Monday, June 29, 2020

A Couple of Myths Dispelled During my Visit to Frank E. Campbell's

In 2003, I traveled to New York City... with my specific destination being Frank E. Campbell's Funeral Home. I made my appointment and told the staff librarian I was writing a book on Rudolph Valentino  and wanted to see anything they had in their archive. He told me the only other Valentino biographer to ever visit the premises was Robert Oberfirst in the late 1950's. 

I wrote about this visit in my post on this blog titled, "Finding Valentino's Sarcophagus". I was not entirely prepared to take so many photos as I did and back in that day we did not have Iphones to take high quality images in an instant. But I made do.

I have shared many of those images over the years, in our books and online. But I am sharing a few more and posting the following to preserve them in yet another location. I feel they are important and deserve to be seen.
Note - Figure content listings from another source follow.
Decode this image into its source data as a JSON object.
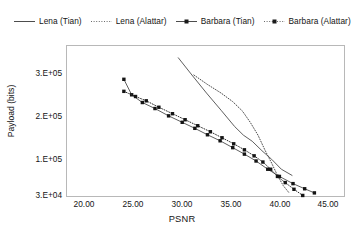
{
  "chart_data": {
    "type": "line",
    "title": "",
    "xlabel": "PSNR",
    "ylabel": "Payload (bits)",
    "xlim": [
      20.0,
      45.0
    ],
    "xticks": [
      "20.00",
      "25.00",
      "30.00",
      "35.00",
      "40.00",
      "45.00"
    ],
    "xtick_values": [
      20.0,
      25.0,
      30.0,
      35.0,
      40.0,
      45.0
    ],
    "yticks": [
      "3.E+05",
      "2.E+05",
      "1.E+05",
      "3.E+04"
    ],
    "ytick_values": [
      300000,
      200000,
      100000,
      30000
    ],
    "ytick_pixel_y": [
      29,
      72,
      115,
      151
    ],
    "grid": false,
    "legend_position": "top",
    "series": [
      {
        "name": "Lena (Tian)",
        "style": "solid",
        "marker": "none",
        "color": "#4d4d4d",
        "x": [
          29.6,
          31.0,
          32.5,
          34.0,
          35.4,
          36.3,
          37.2,
          38.2,
          39.2,
          40.2,
          41.3
        ],
        "y": [
          340000,
          300000,
          258000,
          218000,
          180000,
          160000,
          146000,
          124000,
          104000,
          84000,
          72000
        ]
      },
      {
        "name": "Lena (Alattar)",
        "style": "dotted",
        "marker": "none",
        "color": "#4d4d4d",
        "x": [
          31.2,
          32.6,
          34.0,
          35.2,
          36.2,
          37.0,
          37.8,
          38.5,
          39.2,
          39.8,
          40.4,
          41.0
        ],
        "y": [
          300000,
          278000,
          258000,
          238000,
          216000,
          190000,
          160000,
          126000,
          96000,
          72000,
          52000,
          38000
        ]
      },
      {
        "name": "Barbara (Tian)",
        "style": "solid",
        "marker": "square",
        "color": "#4d4d4d",
        "x": [
          24.0,
          24.8,
          25.9,
          27.2,
          28.6,
          30.0,
          31.3,
          32.6,
          33.9,
          35.2,
          36.4,
          37.6,
          38.8,
          40.0,
          41.4,
          42.6,
          43.6
        ],
        "y": [
          290000,
          254000,
          236000,
          222000,
          205000,
          190000,
          176000,
          161000,
          147000,
          131000,
          116000,
          100000,
          84000,
          70000,
          56000,
          46000,
          38000
        ]
      },
      {
        "name": "Barbara (Alattar)",
        "style": "dotted",
        "marker": "square",
        "color": "#2b2b2b",
        "x": [
          24.0,
          25.2,
          26.3,
          27.6,
          29.0,
          30.3,
          31.6,
          32.9,
          34.1,
          35.3,
          36.4,
          37.4,
          38.3,
          39.1,
          39.8,
          40.6,
          41.5,
          42.4
        ],
        "y": [
          262000,
          250000,
          240000,
          225000,
          210000,
          196000,
          182000,
          168000,
          154000,
          140000,
          126000,
          112000,
          98000,
          84000,
          70000,
          58000,
          45000,
          33000
        ]
      }
    ]
  },
  "legend": {
    "items": [
      {
        "label": "Lena (Tian)",
        "style": "solid",
        "marker": "none"
      },
      {
        "label": "Lena (Alattar)",
        "style": "dotted",
        "marker": "none"
      },
      {
        "label": "Barbara (Tian)",
        "style": "solid",
        "marker": "square"
      },
      {
        "label": "Barbara (Alattar)",
        "style": "dotted",
        "marker": "square"
      }
    ]
  },
  "axes": {
    "x_title": "PSNR",
    "y_title": "Payload (bits)",
    "xtick_labels": [
      "20.00",
      "25.00",
      "30.00",
      "35.00",
      "40.00",
      "45.00"
    ],
    "ytick_labels": [
      "3.E+05",
      "2.E+05",
      "1.E+05",
      "3.E+04"
    ]
  },
  "colors": {
    "line": "#4d4d4d",
    "marker": "#1a1a1a",
    "frame": "#b8b8b8",
    "text": "#141414",
    "background": "#ffffff"
  }
}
I photographed the pages of an old ledger with the hand-written invoice for Valentino's funeral and a crumbling scrapbook of newspaper clippings. Campbell's would send me clearer scans of the invoice which I referenced in Affairs Valentino. 

I feel these images should be shared because they dispel a couple of prevalent defamatory lies which are still bandied about as truth today. 

The invoice stands as proof George Ullman paid for the funeral in two payments. He paid that bill in full as we see here:



I think you can sense the chaos in this invoice page. Someone was trying awfully hard to make sense of what was going and just what was to be charged. 





The first of several signatures of George Ullman, Address: Hotel Ambassador, N. Y. City



George Ullman pays Campbell's $10,000.00 with a balance which was paid within ten days. 

And from the scrapbook...




...surprising in this interview with Jean Acker (on the right) that she claims she was in the next room when Rudy died. According to the attending physician, Frank Mennillo and George Ullman she was not there but came to see him some time earlier. 



And a second myth dispelled...for those who claim Natacha Rambova made no contact with George Ullman and had no interest in Valentino's funeral, this article dispels that defamatory lie.



There were articles from newspapers around the world. 



It is a shame this scrapbook could not be rescued. I have no idea where it is now and imagine just as happened with the sarcophagus, the moment I announced its location...poof... it vanished.